20. The SECOND ARGUMENT for the existence of Deity, is founded on the proofs of design in the universe, according to the obvious dictate of reason, that where design appears there must be a designer; where there is a plan there must be a mind in which it was conceived. The adaptation of means to an end presupposes a being who had the end in view, and perceived the fitness of the means. The universe is full of designs. They are visible in its general frame, and in its particular parts.

21. The refuge of the atheist, when pressed with this argument, is to say, that the wisdom is in nature: but he speaks unintelligibly, and we are sure does not understand himself. Wisdom is an attribute of mind, and must reside in a being distinct from the universe, as the maker of a machine is distinct from the machine itself. That being is God," wonderful in counsel, excellent in working."

22. If we lighted upon a book containing a well-digested narrative of facts, or a train of accurate reasoning, we should never think of calling it a work of chance, but would immediately pronounce it the production of a cultivated mind.
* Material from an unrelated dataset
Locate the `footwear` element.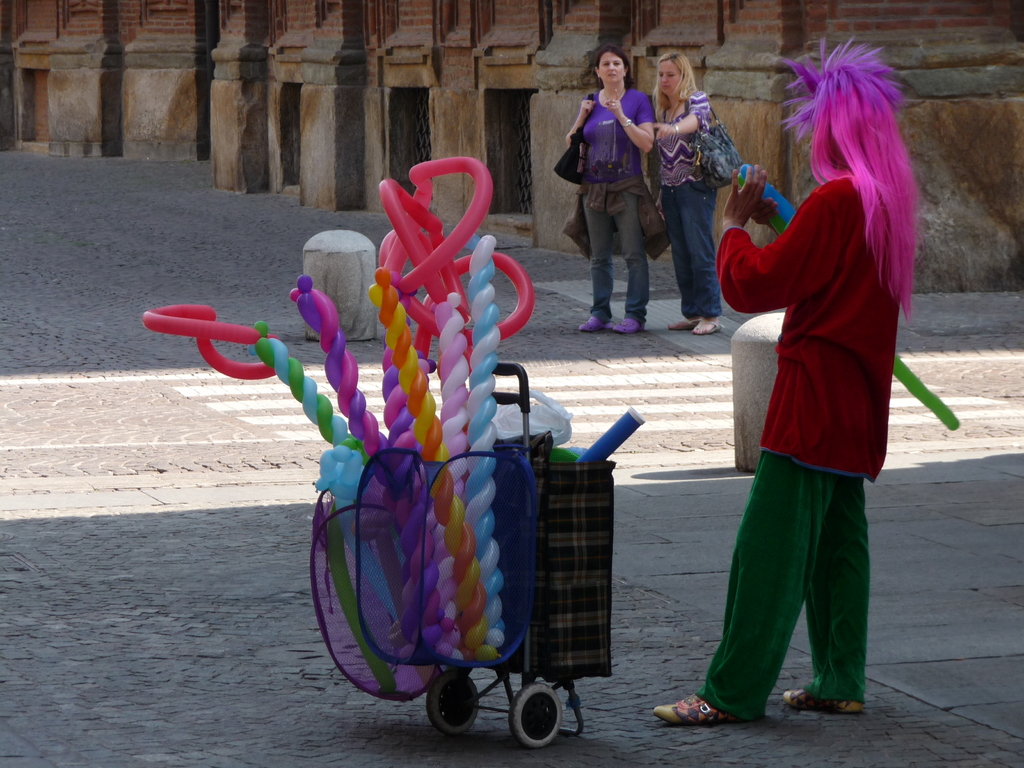
Element bbox: (x1=670, y1=321, x2=689, y2=333).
If we saw in a wilderness a building wellproportioned, commodiously arranged, and furnished with taste, we should conclude without hesitation, and without the slightest suspicion of mistake, that human intellect and human labor had been employed in planning and erecting it.
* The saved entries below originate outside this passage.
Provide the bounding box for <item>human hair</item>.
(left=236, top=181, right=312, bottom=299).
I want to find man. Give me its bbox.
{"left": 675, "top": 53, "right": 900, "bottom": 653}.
In cases of this kind an atheist would reason precisely as other men do. Why then does he not draw the same inference from the proofs of design which are discovered in the works of creation? While the premises are the same, why is the conclusion different? Upon what pretext of reason does he deny that a work, in all the parts of which wisdom appears, is the production of an intelligent author, and attribute the universe to chance, to nature, to necessity, to anything, although it should be a word without meaning, rather than to God?

23. It is impossible to survey the objects around us with any degree of attention, and not perceive marks of design, ends aimed at, and means employed to accomplish those ends.